Diane Gilpin
One of the Tech Women Celebration 50 - women changing the ratio of the tech workforce
Diane has worked for over 30 years at the cutting edge of technology, innovation, communications and systems design. In the 1980s she was part of the Cellnet team that launched the first cellular telephone in the UK and went on to become the first woman to manage a Formula Three racing team in the 1990s. Diane was also on the launch team for the first ever Windows-based financial information system for the newly deregulated City of London. She then managed offshore yacht racing teams before finding her way into the shipping industry as head of B9 Shipping - a company working to create the world's first 100% fossil fuel-free cargo sailing ships.
Since founding Smart Green Shipping in 2014, Diane made it her mission to unlock wind power for shipping by building and financing autonomous, retrofittable wind technologies to help reduce emissions. Her climate efforts were recognised in 2015 when she was chosen to speak at the Paris Climate Conference and when she received a lifetime achievement award by the International Windship Association during COP26. Diane was also named on the BBC Radio 4 Woman's Hour Power List in 2020.
Diane is driven by her belief that even making a small dent in reducing emissions in the multi-trillion dollar global shipping industry, which emits about 3% of total GHGs (a third of the whole of the UK's emissions), will fundamentally move the needle on climate change.
During the pandemic, Diane lost her business partner, Jeff Zie, to suicide. There is a very real human cost to growing a climate business, with climate anxiety and mental health issues that Diane believes deserves much more attention. One of the things she and Jeff found most challenging when speaking with investors and potential partners was that conversations focused only on the financial risk involved in green businesses and not the climate risk and very real emergency we are facing.
With Smart Green Shipping's first product nearing its launch, Diane has remarked how Jeff's legacy lives on with the tech solutions they are creating to address the climate emergency.
To help inspire more girls to believe that they can make it in any business she presents to school groups, girl guides and industry. With female colleagues, SGS has been engaging with local primary schools in Glasgow developing classroom projects about how tech can reduce emissions and create quality jobs.
She aims to inspire her women colleagues by recognising their strengths and to dissuade them from false modesty - "There are enough people who will talk us down that we don't need to do it to ourselves," she says. Diane was awarded a Women in Innovation Award from InnovateUK in 2018, has mentored young women entering engineering and tech jobs and puts herself forward to speak to the media on technical issues to try and get better gender balance in this area of commentary.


**Exercise prompt**
Search the records for lines that contain the word "Google". Copy them all.

§ §

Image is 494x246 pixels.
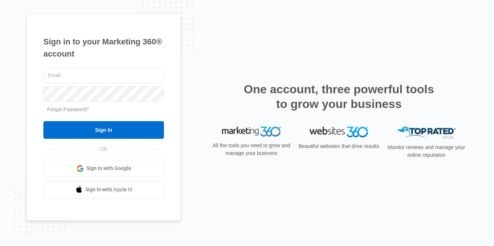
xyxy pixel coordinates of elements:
[222,127,281,137] img: Marketing 360
[241,82,436,111] h2: One account, three powerful tools to grow your business
[43,68,164,83] input: Email
[309,127,368,137] img: Websites 360
[43,181,164,199] a: Sign in with Apple Id
[298,143,380,150] p: Beautiful websites that drive results
[210,142,292,157] p: All the tools you need to grow and manage your business
[43,36,164,60] h1: Sign in to your Marketing 360® account
[95,145,113,153] span: OR
[43,121,164,139] input: Sign In
[397,127,455,139] img: Top Rated Local
[47,107,89,112] a: Forgot Password?
[43,160,164,177] a: Sign in with Google
[385,144,467,159] p: Monitor reviews and manage your online reputation
[86,165,131,172] span: Sign in with Google
[85,186,132,194] span: Sign in with Apple Id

§ §

**Exercise response**
[43,160,164,177] a: Sign in with Google
[86,165,131,172] span: Sign in with Google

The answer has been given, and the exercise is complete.